An Old Pastime Perseveres

BY BENJAMIN SZANTON

As with global temperatures or the cost of college, a graph of TV viewership of the World Series presents a consistently ominous trend over the past 20 years.  This year’s Series, in which the San Francisco Giants defeated the Kansas City Royals to win their third championship in five years, was no exception.

The narrative, however, is not so simple. Although baseball may be no longer be our national “pastime,” it remains culturally important and generates plenty of money.  It is most certainly not dying.
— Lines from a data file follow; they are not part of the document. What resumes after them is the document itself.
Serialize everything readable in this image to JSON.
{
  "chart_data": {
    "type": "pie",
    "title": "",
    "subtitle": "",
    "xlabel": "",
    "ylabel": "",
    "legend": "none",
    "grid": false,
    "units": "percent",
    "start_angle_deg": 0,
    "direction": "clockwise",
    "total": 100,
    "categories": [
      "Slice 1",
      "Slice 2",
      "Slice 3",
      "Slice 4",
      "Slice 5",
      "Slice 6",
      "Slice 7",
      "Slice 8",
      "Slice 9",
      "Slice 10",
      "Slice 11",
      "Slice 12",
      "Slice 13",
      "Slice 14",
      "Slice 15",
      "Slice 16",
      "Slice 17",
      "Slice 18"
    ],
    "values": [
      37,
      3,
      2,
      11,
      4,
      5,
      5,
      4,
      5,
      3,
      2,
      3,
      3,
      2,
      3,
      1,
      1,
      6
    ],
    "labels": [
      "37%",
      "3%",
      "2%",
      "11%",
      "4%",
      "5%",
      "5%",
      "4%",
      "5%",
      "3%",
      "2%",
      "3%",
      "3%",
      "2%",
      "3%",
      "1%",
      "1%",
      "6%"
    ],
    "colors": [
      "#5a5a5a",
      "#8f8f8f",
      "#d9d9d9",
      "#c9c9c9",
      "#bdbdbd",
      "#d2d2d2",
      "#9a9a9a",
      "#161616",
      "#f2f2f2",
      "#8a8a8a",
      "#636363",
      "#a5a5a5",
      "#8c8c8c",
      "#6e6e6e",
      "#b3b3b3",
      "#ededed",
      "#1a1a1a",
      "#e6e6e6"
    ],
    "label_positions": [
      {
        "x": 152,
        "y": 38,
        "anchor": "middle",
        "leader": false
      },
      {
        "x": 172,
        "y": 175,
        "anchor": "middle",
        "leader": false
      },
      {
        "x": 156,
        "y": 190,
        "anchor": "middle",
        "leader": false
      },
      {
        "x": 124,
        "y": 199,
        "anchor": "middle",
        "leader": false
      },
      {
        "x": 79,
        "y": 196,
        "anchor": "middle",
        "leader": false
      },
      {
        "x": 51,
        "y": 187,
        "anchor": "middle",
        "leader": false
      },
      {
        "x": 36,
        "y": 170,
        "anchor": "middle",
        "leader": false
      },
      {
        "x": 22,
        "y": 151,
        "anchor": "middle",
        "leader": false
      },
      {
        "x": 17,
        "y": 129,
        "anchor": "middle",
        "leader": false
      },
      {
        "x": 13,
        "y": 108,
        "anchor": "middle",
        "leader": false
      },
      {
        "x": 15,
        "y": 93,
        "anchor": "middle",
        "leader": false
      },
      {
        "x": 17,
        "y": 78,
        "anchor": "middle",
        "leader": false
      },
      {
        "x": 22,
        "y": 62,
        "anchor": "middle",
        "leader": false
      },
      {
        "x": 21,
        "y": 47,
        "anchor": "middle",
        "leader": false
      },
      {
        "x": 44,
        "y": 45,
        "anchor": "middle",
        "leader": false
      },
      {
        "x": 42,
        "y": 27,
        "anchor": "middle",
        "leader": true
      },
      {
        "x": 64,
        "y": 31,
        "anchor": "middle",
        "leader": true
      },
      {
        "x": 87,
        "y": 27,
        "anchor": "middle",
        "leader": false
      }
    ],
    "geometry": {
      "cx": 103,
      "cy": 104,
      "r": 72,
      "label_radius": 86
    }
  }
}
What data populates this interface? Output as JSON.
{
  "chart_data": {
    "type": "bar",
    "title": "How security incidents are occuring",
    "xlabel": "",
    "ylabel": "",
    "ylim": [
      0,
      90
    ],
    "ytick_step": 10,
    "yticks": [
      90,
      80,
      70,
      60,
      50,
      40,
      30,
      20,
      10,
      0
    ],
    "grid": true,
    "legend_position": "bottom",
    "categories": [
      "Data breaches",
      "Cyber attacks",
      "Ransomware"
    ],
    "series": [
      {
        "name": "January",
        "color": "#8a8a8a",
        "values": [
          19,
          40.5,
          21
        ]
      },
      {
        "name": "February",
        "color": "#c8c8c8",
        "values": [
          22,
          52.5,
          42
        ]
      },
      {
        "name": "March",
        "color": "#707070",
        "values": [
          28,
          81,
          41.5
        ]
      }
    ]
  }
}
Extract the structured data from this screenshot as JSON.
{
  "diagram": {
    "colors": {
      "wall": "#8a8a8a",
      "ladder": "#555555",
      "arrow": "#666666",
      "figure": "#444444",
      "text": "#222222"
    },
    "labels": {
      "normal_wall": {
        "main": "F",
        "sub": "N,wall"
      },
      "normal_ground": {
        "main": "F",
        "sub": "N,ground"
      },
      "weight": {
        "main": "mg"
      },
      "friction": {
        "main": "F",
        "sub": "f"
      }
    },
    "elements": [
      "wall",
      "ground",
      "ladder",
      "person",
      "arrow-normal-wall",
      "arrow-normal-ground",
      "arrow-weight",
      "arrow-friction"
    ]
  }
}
Baseball cannot compete with football for a national TV audience.  Football’s interplay of grace and violence, complicated plays within a simple game, and its constant, built-in play stoppages, make it an ideal sport for TV.  Millions of people enjoy watching football for the sake of watching football, regardless of whether or not their favorite team is playing.  Not only has the Super Bowl set TV ratings records for the past several years, but regular season NFL games have consistently generated substantial TV revenue.  On the other hand, regular season baseball games have fallen short and even the World Series has been losing viewers.  This year’s Series went its maximum length, to a winner-take-all Game 7, but was the third least-watched World Series since 1984.

But Major League Baseball has found a solution.  Instead of broadcasting all their games nationally, they have adopted a regional broadcasting model.  While the league maintains national TV deals with ESPN, TBS, and Fox that combined generate more than $1.5 billion per year, as has its own MLB Network, its primary TV revenue comes from local cable deals made by its 30 franchises.  The ten teams with the most lucrative of these deals, which include equity stakes, make a total of $1.7 billion per year from the deals.  An average baseball game may be seen by comparatively few people, but in a 162-game season, viewership adds up.  Baseball has found a system that ensures that even with viewership of their showcase event dropping, their regional popularity is relatively healthy and their TV revenue is growing.

The World Series was a perfect example of baseball’s appeal.  Game 7 was a considerable success for Fox — its best-rated Wednesday night event since 2011.  But the real support came regionally, in San Francisco, where 64 percent of people watching TV had the game on, and Kansas City, where 77 percent did.  Although the average American is less likely to tune in to the World Series, this is not a death sentence for baseball.  If Kansas City, which had gone 29 years without making the playoffs, could support their team so strongly, baseball must still carry real cultural cachet.

Even if baseball remains healthy in the present, it must continue to attract fans in the future.  Youth participation in baseball is dropping, and according to a Nielsen study, half of all baseball’s TV viewers in 2013 were at least 55 years old.

The larger story, however, is that youth participation in team sports is dropping, across all sports.  During the same period, 2008-2012, when baseball participation dropped 7.2 percent, basketball participation fell even more sharply.  Football participation fell as well, and even soccer, hailed as America’s future pastime, lost nearly the same percentage of its 6- to 18-year-old participants. However, youth participation in a sport is neither a prerequisite for fandom nor an especially good indicator of it.  If it were, baseball would be far more popular than football—despite the decline in percentage, nearly twice as many kids play baseball as football.  NASCAR, which more Americans consider their favorite sport aside from football and baseball, would have almost no fans at all.

One downside of baseball’s regional appeal model is the lack of a star player to represent the league on a national level.  It is possible that the recently-retired Derek Jeter will be one of the last players to ever be a nationally-recognized baseball celebrity.  It would be nice for the league if someone took his place.  However, this is complicated by more than just the television arrangement.  Last year’s All-Star game included players born in the Dominican Republic, Venezuela, Cuba, Puerto Rico and Japan.  English is the second language of many of the game’s best players.

As it is, however, the league is doing just fine.  Major League Baseball sold 73.7 million tickets during the 2014 regular season.  Its average per-game attendance over 162 games per team was nearly half of the what the NFL, our unquestioned new national pastime, managed over just 16 games. Baseball may once have had a greater share of the American sports landscape, but it remains popular, successful and important.  It is not a dying sport.